George Clooney plays Michael Clayton, an indispensable “fixer” at a high-priced law firm where he cleans up messes no one wants to touch and operates in the shadows with ethically questionable clients. “I’m not a miracle worker,” Clayton says to one client. “I’m a janitor.” Clayton’s personal life is messy: divorced and in debt with gambling losses and someone trying to kill him. Things get even messier as his firm negotiates a high-stakes merger while defending a corporate client accused of polluting in a multibillion-dollar class action. One of its lawyers, Arthur Edens (Tom Wilkinson), knows the company is guilty and has a nervous breakdown during a deposition. Clayton is dispatched by his boss Marty Bach (Sydney Pollack) to bring Edens home and learns about Edens’ belief in the company’s guilt.
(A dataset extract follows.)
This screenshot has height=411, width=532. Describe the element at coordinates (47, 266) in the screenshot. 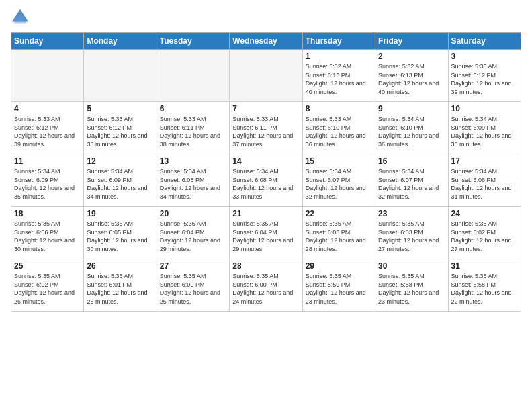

Tilda Swinton plays Karen Crowder, the chief legal executive for the company who knows some secrets that could derail the case.
Trivia: Denzel Washington was offered the title role, but turned it down because he was reluctant to work with first-time director Tony Gilroy, who also wrote the screenplay. Clooney initially declined for the same reason, but changed his mind after meeting with Gilroy.
See our August 2018 cover story: “The 25 Greatest Legal Movies.”
Attribution: Text by Kevin Davis; art by Sara Wadford and cinemamaterial.com; gallery by Andy Lefkowitz.